Energy & Environment

Lawmakers slam DOE’s proposal to help coal, nuclear power

Lawmakers used a Thursday hearing with Energy Secretary Rick Perry to criticize his recent proposal to prop up coal and nuclear plants with higher payments for their electricity.

Numerous Democrats on the House Energy and Commerce Committee’s energy subpanel, and one Republican, said the plan would be unnecessarily disruptive to energy market and prop up power plants that aren’t competitive.

“You are distorting the market, damaging the environment and delivering preferential treatment to favored industries,” Rep. Frank Pallone Jr. (N.J.), the top Democrat on the full committee, told Perry.

{mosads}

“At the end of the day, killing off competitive electricity markets just to save generation assets that are no longer economical will lead to higher prices for consumers,” he said.

Rep. Pete Olson (R-Texas) said the proposal doesn’t align with Perry’s free-market energy policies from his time as Texas’s governor.

“Attacks are coming saying that you prefer government control over the free markets. We both know that’s a pile of Bevo longhorn poo-poo,” Olson said, referring to the mascot of the University of Texas at Austin.

“You’ve spent your whole life supporting a diversified American portfolio for energy,” he said.

It was Perry’s first testimony on Capitol Hill in months, giving lawmakers an opportunity to grill him about his proposal to overhaul the nation’s energy markets to favor coal and nuclear.

Under the proposal he sent to the Federal Energy Regulatory Commission (FERC) for review, certain regional grid operators would have to give higher payments to plants with 90 days of fuel on site, which applies only to coal and nuclear.

The proposal was made in the name of grid resiliency, under the argument that coal and nuclear plants closing is a threat to the grid.

Rep. Mike Doyle (D-Pa.) said the committee and others have been discussing whether to change policies for resilience, but Perry’s proposal doesn’t fit into that process.

“There are many other levers to pull or smaller tweaks than what you’re directing FERC to do,” Doyle said.

“What you’re proposing … is rather extreme. You talk about putting fingers on the scale, you’re putting a heavy finger on the scale here,” he said.

Perry defended his proposal on multiple fronts, including by invoking the 2014 Polar Vortex’s impact on the grid. The Energy secretary said he is merely trying to start a conversation.

“As an elected official, I never wanted to have to explain to somebody why we didn’t have the vision to put into place a reliable and resilient electrical power system,” he told lawmakers.

“This has been talked about a lot, but there hadn’t been any action. And I want to push the FERC and this country to take action so that we don’t face that event in the future where people’s lives are put into jeopardy or this country’s national security is jeopardized,” Perry continued.

He also pushed back on the idea that he is disrupting a free market. He argued that there is no free market in electricity and that he has no problem subsidizing certain sources.

“I think the idea that there is a free market in electrical generation is a fallacy,” he said.

“We subsidize a lot of different energy sources. We subsidized wind energy, we subsidize ethanol, we subsidize solar, we subsidize oil and gas,” he continued. “The question is: How do you make it as fair as you can?”

“I don’t know if I want to bet someone’s grandmother’s safety and security on whether the or not the lights are going to come on on a pure, totally and absolutely unregulated [market],” Perry said.

Perry’s proposal did get some support from lawmakers, like Rep. David McKinley (R-W.Va.).

“I don’t see any daylight between you and me on this subject, particularly as it relates to reliability. I am 100 percent what your position is on that, to give us a reliable grid system,” McKinley said.

“I’m alarmed that people are ignoring what’s already here that we have,” he said.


▶ [Goal of the exercise] As an exercise, transcribe the data below in full and exactly, omitting pictures.
★ ★ ★ ★
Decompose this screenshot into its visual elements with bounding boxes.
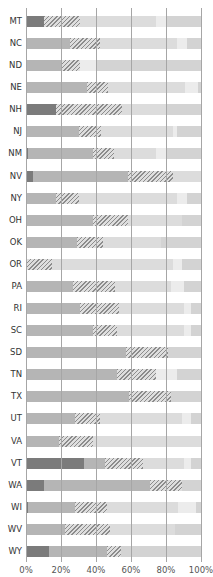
bar-segment-medium	[26, 391, 129, 402]
bar-row-sc: SC	[0, 325, 213, 336]
bar-segment-lighter	[171, 281, 183, 292]
bar-segment-hatched	[105, 458, 144, 469]
bar-segment-hatched	[56, 193, 79, 204]
bar-segment-light	[101, 126, 173, 137]
category-label: NY	[0, 193, 22, 204]
bar-row-wv: WV	[0, 524, 213, 535]
bar-row-va: VA	[0, 436, 213, 447]
bar-segment-end	[187, 38, 201, 49]
bar-segment-medium	[26, 524, 65, 535]
category-label: NC	[0, 38, 22, 49]
stacked-bar	[26, 436, 201, 447]
bar-segment-end	[182, 480, 201, 491]
bar-row-ny: NY	[0, 193, 213, 204]
bar-segment-medium	[49, 546, 107, 557]
bar-segment-light	[119, 303, 184, 314]
bar-segment-medium	[26, 237, 77, 248]
category-label: NV	[0, 171, 22, 182]
bar-segment-medium	[26, 369, 117, 380]
bar-row-nj: NJ	[0, 126, 213, 137]
stacked-bar	[26, 104, 201, 115]
bar-segment-end	[168, 347, 201, 358]
bar-segment-hatched	[61, 60, 80, 71]
bar-segment-lighter	[80, 60, 96, 71]
x-tick-label: 80%	[157, 565, 176, 575]
bar-segment-medium	[26, 60, 61, 71]
bar-segment-lighter	[156, 16, 167, 27]
bar-segment-end	[182, 259, 201, 270]
bar-segment-lighter	[185, 82, 197, 93]
bar-segment-end	[182, 215, 201, 226]
bar-segment-end	[191, 458, 202, 469]
category-label: TN	[0, 369, 22, 380]
category-label: ND	[0, 60, 22, 71]
stacked-bar	[26, 546, 201, 557]
bar-segment-dark	[26, 458, 84, 469]
stacked-bar	[26, 237, 201, 248]
bar-segment-light	[80, 16, 155, 27]
category-label: RI	[0, 303, 22, 314]
gridline	[201, 8, 202, 562]
bar-segment-end	[96, 60, 201, 71]
bar-row-nm: NM	[0, 148, 213, 159]
stacked-bar	[26, 325, 201, 336]
bar-segment-light	[107, 502, 179, 513]
bar-segment-hatched	[129, 391, 171, 402]
bar-segment-hatched	[56, 104, 123, 115]
category-label: NE	[0, 82, 22, 93]
bar-segment-light	[128, 215, 182, 226]
bar-row-ut: UT	[0, 413, 213, 424]
bar-segment-end	[166, 148, 201, 159]
stacked-bar	[26, 82, 201, 93]
bar-segment-medium	[26, 215, 93, 226]
stacked-bar	[26, 259, 201, 270]
bar-segment-light	[117, 325, 184, 336]
gridline	[61, 8, 62, 562]
bar-segment-light	[100, 413, 182, 424]
x-tick-label: 60%	[122, 565, 141, 575]
stacked-bar	[26, 215, 201, 226]
bar-segment-lighter	[184, 303, 191, 314]
bar-row-oh: OH	[0, 215, 213, 226]
stacked-bar	[26, 391, 201, 402]
category-label: PA	[0, 281, 22, 292]
category-label: OK	[0, 237, 22, 248]
bar-segment-end	[184, 281, 202, 292]
x-tick-label: 40%	[87, 565, 106, 575]
bar-segment-medium	[26, 193, 56, 204]
gridline	[96, 8, 97, 562]
bar-segment-hatched	[79, 126, 102, 137]
bar-row-vt: VT	[0, 458, 213, 469]
category-label: NH	[0, 104, 22, 115]
category-label: WV	[0, 524, 22, 535]
bar-segment-hatched	[126, 347, 168, 358]
bar-segment-lighter	[156, 148, 167, 159]
bar-segment-hatched	[26, 259, 52, 270]
bar-segment-end	[121, 546, 202, 557]
bar-segment-lighter	[177, 193, 188, 204]
bar-segment-dark	[26, 480, 44, 491]
bar-segment-lighter	[173, 259, 182, 270]
bar-segment-dark	[26, 546, 49, 557]
x-tick-label: 20%	[52, 565, 71, 575]
stacked-bar	[26, 126, 201, 137]
bar-segment-hatched	[59, 436, 92, 447]
bar-segment-dark	[26, 171, 33, 182]
bar-row-nd: ND	[0, 60, 213, 71]
bar-segment-medium	[26, 436, 59, 447]
bar-segment-lighter	[184, 325, 191, 336]
bar-segment-end	[166, 104, 201, 115]
category-label: SC	[0, 325, 22, 336]
bar-row-sd: SD	[0, 347, 213, 358]
stacked-bar	[26, 369, 201, 380]
bar-segment-medium	[26, 413, 75, 424]
x-tick-label: 100%	[189, 565, 213, 575]
bar-row-nc: NC	[0, 38, 213, 49]
bar-segment-light	[122, 104, 166, 115]
bar-segment-light	[173, 171, 201, 182]
stacked-bar	[26, 171, 201, 182]
category-label: UT	[0, 413, 22, 424]
bar-row-nh: NH	[0, 104, 213, 115]
bar-row-wi: WI	[0, 502, 213, 513]
stacked-bar	[26, 281, 201, 292]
★ ★ ★ ★
▶ [Answer to this exercise]
Decompose this screenshot into its visual elements with bounding boxes.
bar-segment-medium	[26, 391, 129, 402]
bar-row-sc: SC	[0, 325, 213, 336]
bar-segment-lighter	[171, 281, 183, 292]
bar-segment-hatched	[105, 458, 144, 469]
bar-segment-hatched	[56, 193, 79, 204]
bar-segment-light	[101, 126, 173, 137]
category-label: NY	[0, 193, 22, 204]
bar-row-wv: WV	[0, 524, 213, 535]
bar-row-va: VA	[0, 436, 213, 447]
bar-segment-end	[187, 38, 201, 49]
bar-segment-medium	[26, 524, 65, 535]
category-label: NC	[0, 38, 22, 49]
stacked-bar	[26, 436, 201, 447]
bar-segment-end	[182, 480, 201, 491]
bar-row-ny: NY	[0, 193, 213, 204]
bar-segment-medium	[49, 546, 107, 557]
bar-segment-light	[119, 303, 184, 314]
bar-segment-medium	[26, 237, 77, 248]
category-label: NV	[0, 171, 22, 182]
bar-segment-medium	[26, 369, 117, 380]
bar-row-nj: NJ	[0, 126, 213, 137]
stacked-bar	[26, 104, 201, 115]
bar-segment-end	[168, 347, 201, 358]
bar-segment-hatched	[61, 60, 80, 71]
bar-segment-lighter	[80, 60, 96, 71]
x-tick-label: 80%	[157, 565, 176, 575]
bar-segment-medium	[26, 60, 61, 71]
bar-segment-lighter	[156, 16, 167, 27]
bar-segment-end	[182, 259, 201, 270]
bar-segment-lighter	[185, 82, 197, 93]
bar-segment-end	[182, 215, 201, 226]
bar-segment-end	[191, 458, 202, 469]
category-label: TN	[0, 369, 22, 380]
category-label: ND	[0, 60, 22, 71]
stacked-bar	[26, 546, 201, 557]
bar-segment-dark	[26, 458, 84, 469]
stacked-bar	[26, 237, 201, 248]
bar-segment-light	[80, 16, 155, 27]
category-label: RI	[0, 303, 22, 314]
gridline	[201, 8, 202, 562]
bar-segment-end	[96, 60, 201, 71]
bar-row-nm: NM	[0, 148, 213, 159]
stacked-bar	[26, 325, 201, 336]
bar-segment-light	[107, 502, 179, 513]
bar-segment-hatched	[129, 391, 171, 402]
bar-segment-hatched	[56, 104, 123, 115]
category-label: NE	[0, 82, 22, 93]
bar-segment-light	[128, 215, 182, 226]
bar-row-ut: UT	[0, 413, 213, 424]
bar-segment-end	[166, 148, 201, 159]
stacked-bar	[26, 82, 201, 93]
bar-segment-medium	[26, 215, 93, 226]
stacked-bar	[26, 259, 201, 270]
bar-segment-light	[117, 325, 184, 336]
gridline	[61, 8, 62, 562]
bar-segment-light	[100, 413, 182, 424]
x-tick-label: 60%	[122, 565, 141, 575]
stacked-bar	[26, 215, 201, 226]
bar-segment-lighter	[184, 303, 191, 314]
bar-row-oh: OH	[0, 215, 213, 226]
stacked-bar	[26, 391, 201, 402]
category-label: PA	[0, 281, 22, 292]
category-label: OK	[0, 237, 22, 248]
bar-segment-end	[184, 281, 202, 292]
x-tick-label: 40%	[87, 565, 106, 575]
bar-segment-medium	[26, 193, 56, 204]
gridline	[96, 8, 97, 562]
bar-segment-hatched	[79, 126, 102, 137]
bar-row-vt: VT	[0, 458, 213, 469]
category-label: NH	[0, 104, 22, 115]
category-label: WV	[0, 524, 22, 535]
bar-segment-hatched	[126, 347, 168, 358]
bar-segment-lighter	[156, 148, 167, 159]
bar-segment-hatched	[26, 259, 52, 270]
bar-segment-end	[121, 546, 202, 557]
bar-segment-lighter	[177, 193, 188, 204]
bar-segment-dark	[26, 480, 44, 491]
bar-segment-lighter	[173, 259, 182, 270]
bar-segment-dark	[26, 546, 49, 557]
x-tick-label: 20%	[52, 565, 71, 575]
stacked-bar	[26, 126, 201, 137]
bar-segment-hatched	[59, 436, 92, 447]
bar-segment-dark	[26, 171, 33, 182]
bar-row-nd: ND	[0, 60, 213, 71]
bar-segment-medium	[26, 436, 59, 447]
bar-segment-lighter	[184, 325, 191, 336]
bar-segment-end	[166, 104, 201, 115]
category-label: SC	[0, 325, 22, 336]
bar-row-sd: SD	[0, 347, 213, 358]
stacked-bar	[26, 369, 201, 380]
bar-segment-medium	[26, 413, 75, 424]
x-tick-label: 100%	[189, 565, 213, 575]
bar-row-nc: NC	[0, 38, 213, 49]
bar-segment-light	[122, 104, 166, 115]
bar-segment-light	[173, 171, 201, 182]
stacked-bar	[26, 171, 201, 182]
category-label: UT	[0, 413, 22, 424]
bar-row-nh: NH	[0, 104, 213, 115]
bar-row-wi: WI	[0, 502, 213, 513]
stacked-bar	[26, 281, 201, 292]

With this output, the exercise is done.